Based on what I have seen working with businesses in Wichita Falls, here are the situations where a business internet plan is not optional. It is the right call.
You process credit cards
If you accept credit card payments in your store, office, or restaurant, you are subject to PCI DSS (Payment Card Industry Data Security Standard) requirements. PCI DSS does not explicitly require business internet, but it does require a secure, reliable connection. A static IP makes firewall configuration and access control much easier to manage. An SLA gives you a documented uptime guarantee you can point to during a PCI audit. If your internet goes down and you cannot process cards, you are losing sales every minute.
You use a VoIP phone system
VoIP (Voice over Internet Protocol) phone systems like RingCentral, 8x8, Vonage Business, or a hosted PBX system run entirely over your internet connection. If your internet is slow, your calls sound bad. If your internet drops, your phones go dead. VoIP requires low latency (under 150 ms, ideally under 30 ms), low jitter (under 30 ms), and consistent upload bandwidth. Business internet plans are designed to deliver this. Residential plans are not.
You have 5 or more employees online at the same time
Five employees doing email, cloud applications, and occasional video calls will use roughly 50-125 Mbps of bandwidth combined. That is not just download. Each of those employees is also generating upload traffic. On a residential plan with 20-35 Mbps of upload, five active users will feel the bottleneck, especially if anyone joins a video call or uploads a large file. A business fiber plan with symmetrical speeds handles this without breaking a sweat.
You cannot afford to wait 1-2 hours for support
If your internet goes down and you need it back in minutes, not hours, you need business-class support. A dental office with patients in the chair who cannot pull up records. A restaurant during the lunch rush that cannot run credit cards. An insurance office that cannot access their quoting system. If an hour of downtime costs you more than the monthly difference between a residential and business plan, the math is simple.
You need remote access to your network
If employees work remotely and connect to your office through a VPN, or if you need to access your security cameras, servers, or other devices from outside the office, a static IP and a reliable connection are not optional. Trying to manage remote access over a residential connection with a dynamic IP is possible but messy. It breaks more often, it is harder to secure, and troubleshooting is a headache.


→ Assignment
So that the copy stays text only, transcribe the data below exactly and exclude the images.
╭─ Supplied entries
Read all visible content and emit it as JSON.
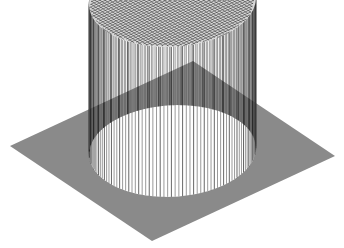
{
  "figure": {
    "background": "#ffffff",
    "line_color": "#000000"
  },
  "chart_data": {
    "type": "surface",
    "title": "",
    "xlabel": "",
    "ylabel": "",
    "zlabel": "",
    "axes_visible": false,
    "grid": "mesh wireframe",
    "function": "z = 1 inside circle of radius r, 0 outside (circ function)",
    "grid_size": [
      64,
      64
    ],
    "domain": {
      "x": [
        -1,
        1
      ],
      "y": [
        -1,
        1
      ]
    },
    "circle_radius": 0.72,
    "z_range": [
      0,
      1
    ],
    "plateau_value": 1,
    "base_value": 0,
    "view": "oblique isometric-like, base plane shown as rhombus"
  }
}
╰─
→ Solution
Read all visible content and emit it as JSON.
{
  "figure": {
    "background": "#ffffff",
    "line_color": "#000000"
  },
  "chart_data": {
    "type": "surface",
    "title": "",
    "xlabel": "",
    "ylabel": "",
    "zlabel": "",
    "axes_visible": false,
    "grid": "mesh wireframe",
    "function": "z = 1 inside circle of radius r, 0 outside (circ function)",
    "grid_size": [
      64,
      64
    ],
    "domain": {
      "x": [
        -1,
        1
      ],
      "y": [
        -1,
        1
      ]
    },
    "circle_radius": 0.72,
    "z_range": [
      0,
      1
    ],
    "plateau_value": 1,
    "base_value": 0,
    "view": "oblique isometric-like, base plane shown as rhombus"
  }
}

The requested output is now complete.